Panics
In case of a fatal runtime error, Rust triggers a “panic”:
// Copyright 2022 Google LLC
// SPDX-License-Identifier: Apache-2.0
fn main() {
let v = vec![10, 20, 30];
dbg!(v[100]);
}
- Panics are for unrecoverable and unexpected errors.
- Panics are symptoms of bugs in the program.
- Runtime failures like failed bounds checks can panic.
- Assertions (such as
assert!) panic on failure. - Purpose-specific panics can use the
panic!macro.
- A panic will “unwind” the stack, dropping values just as if the functions had returned.

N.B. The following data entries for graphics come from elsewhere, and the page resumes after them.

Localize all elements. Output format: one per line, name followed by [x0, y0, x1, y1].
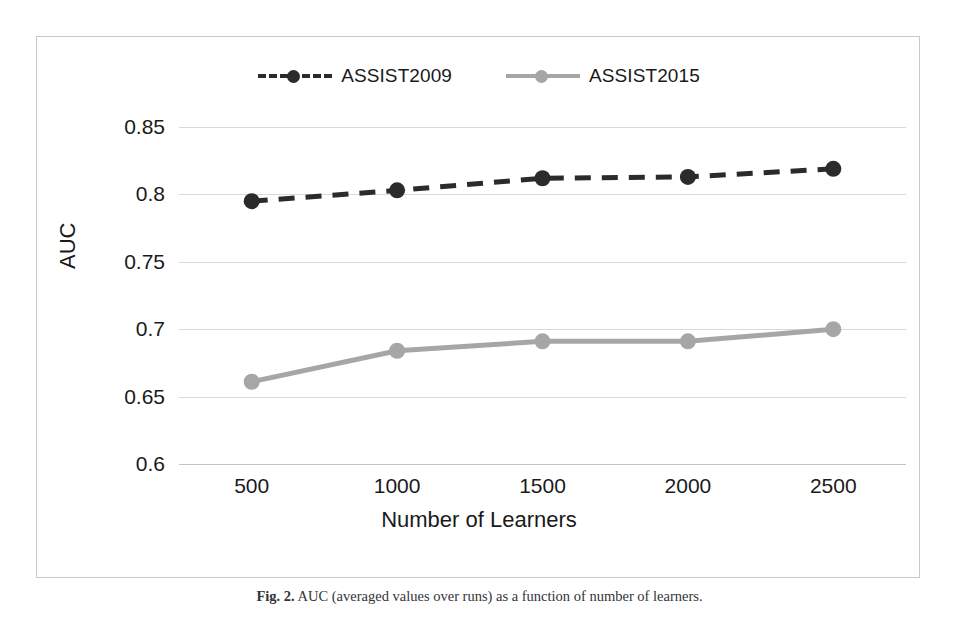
data-point-marker: [535, 170, 551, 186]
chart-legend: ASSIST2009 ASSIST2015: [37, 65, 921, 87]
series-plot: [179, 127, 906, 464]
x-axis-tick-label: 1000: [374, 474, 421, 498]
figure-caption: Fig. 2. AUC (averaged values over runs) …: [0, 588, 959, 605]
legend-item-assist2015: ASSIST2015: [506, 65, 700, 87]
x-axis-tick-label: 2500: [810, 474, 857, 498]
y-axis-title: AUC: [55, 223, 81, 269]
data-point-marker: [389, 343, 405, 359]
x-axis-tick-label: 500: [234, 474, 269, 498]
x-axis-tick-label: 1500: [519, 474, 566, 498]
data-point-marker: [825, 321, 841, 337]
legend-swatch-solid-line-icon: [506, 68, 580, 84]
legend-label-assist2009: ASSIST2009: [341, 65, 452, 87]
data-point-marker: [244, 193, 260, 209]
y-axis-tick-label: 0.85: [124, 115, 165, 139]
figure-caption-label: Fig. 2.: [256, 588, 294, 604]
y-axis-tick-label: 0.65: [124, 385, 165, 409]
data-point-marker: [825, 161, 841, 177]
legend-label-assist2015: ASSIST2015: [589, 65, 700, 87]
figure-frame: ASSIST2009 ASSIST2015 0.850.80.750.70.65…: [36, 36, 920, 578]
y-axis-tick-label: 0.8: [136, 182, 165, 206]
y-axis-tick-label: 0.6: [136, 452, 165, 476]
data-point-marker: [680, 169, 696, 185]
y-axis-tick-label: 0.7: [136, 317, 165, 341]
data-point-marker: [389, 182, 405, 198]
data-point-marker: [680, 333, 696, 349]
x-axis-tick-label: 2000: [665, 474, 712, 498]
x-axis-title: Number of Learners: [37, 507, 921, 533]
figure-caption-text: AUC (averaged values over runs) as a fun…: [298, 588, 703, 604]
data-point-marker: [535, 333, 551, 349]
y-axis-tick-label: 0.75: [124, 250, 165, 274]
plot-area: 0.850.80.750.70.650.6 500100015002000250…: [179, 127, 906, 464]
legend-swatch-dashed-line-icon: [258, 68, 332, 84]
legend-item-assist2009: ASSIST2009: [258, 65, 452, 87]
gridline: [179, 464, 906, 465]
data-point-marker: [244, 374, 260, 390]
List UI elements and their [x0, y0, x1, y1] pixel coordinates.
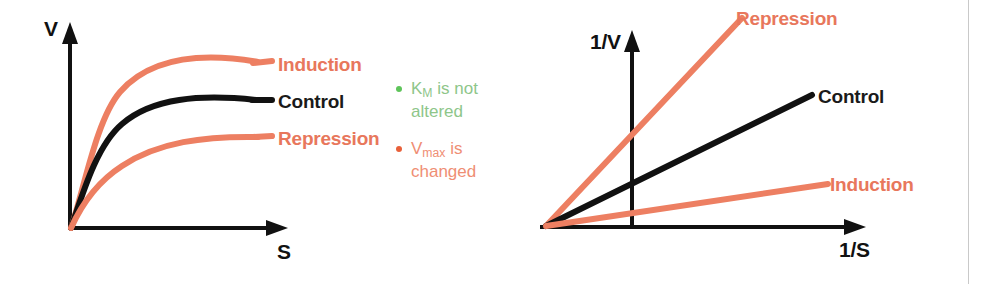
right-label-induction: Induction — [830, 174, 914, 196]
note-vmax-prefix: V — [411, 139, 422, 158]
note-km-line2: altered — [411, 101, 544, 122]
note-km-prefix: K — [411, 79, 422, 98]
note-km-rest: is not — [433, 79, 478, 98]
note-item-vmax: Vmax is changed — [394, 138, 544, 182]
left-axes — [62, 22, 288, 236]
lineweaver-burk-panel: 1/V 1/S Repression Control Induction — [540, 0, 986, 284]
left-label-control: Control — [278, 91, 344, 113]
curve-induction — [71, 58, 258, 228]
note-item-km: KM is not altered — [394, 78, 544, 122]
left-y-axis-label: V — [44, 17, 58, 41]
bullet-green-icon — [396, 86, 402, 92]
right-label-repression: Repression — [736, 8, 837, 30]
note-list: KM is not altered Vmax is changed — [394, 78, 544, 182]
annotations-panel: KM is not altered Vmax is changed — [380, 0, 540, 284]
left-label-induction: Induction — [278, 54, 362, 76]
page-edge-rule — [968, 0, 969, 284]
right-label-control: Control — [818, 86, 884, 108]
curve-control — [71, 98, 256, 228]
note-vmax-rest: is — [445, 139, 462, 158]
note-vmax-line2: changed — [411, 161, 544, 182]
michaelis-menten-panel: V S Induction Control Repression — [0, 0, 380, 284]
legend-dash-repression — [253, 136, 272, 137]
note-km-subscript: M — [422, 86, 432, 100]
legend-dash-induction — [253, 61, 272, 63]
note-vmax-subscript: max — [422, 146, 445, 160]
left-x-axis-label: S — [277, 240, 291, 264]
right-x-axis-label: 1/S — [839, 238, 870, 262]
line-repression — [546, 18, 742, 226]
figure-enzyme-kinetics: V S Induction Control Repression KM is n… — [0, 0, 986, 284]
right-y-axis-label: 1/V — [590, 30, 621, 54]
bullet-orange-icon — [396, 146, 402, 152]
left-label-repression: Repression — [278, 128, 379, 150]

- Use non-panicking APIs (such as
Vec::get) if crashing is not acceptable.
This slide should take about 3 minutes.
By default, a panic will cause the stack to unwind. The unwinding can be caught:
// Copyright 2022 Google LLC
// SPDX-License-Identifier: Apache-2.0
use std::panic;
fn main() {
let result = panic::catch_unwind(|| "No problem here!");
dbg!(result);
let result = panic::catch_unwind(|| {
panic!("oh no!");
});
dbg!(result);
}
- Catching is unusual; do not attempt to implement exceptions with
catch_unwind! - This can be useful in servers which should keep running even if a single request crashes.
- This does not work if
panic = 'abort'is set in yourCargo.toml.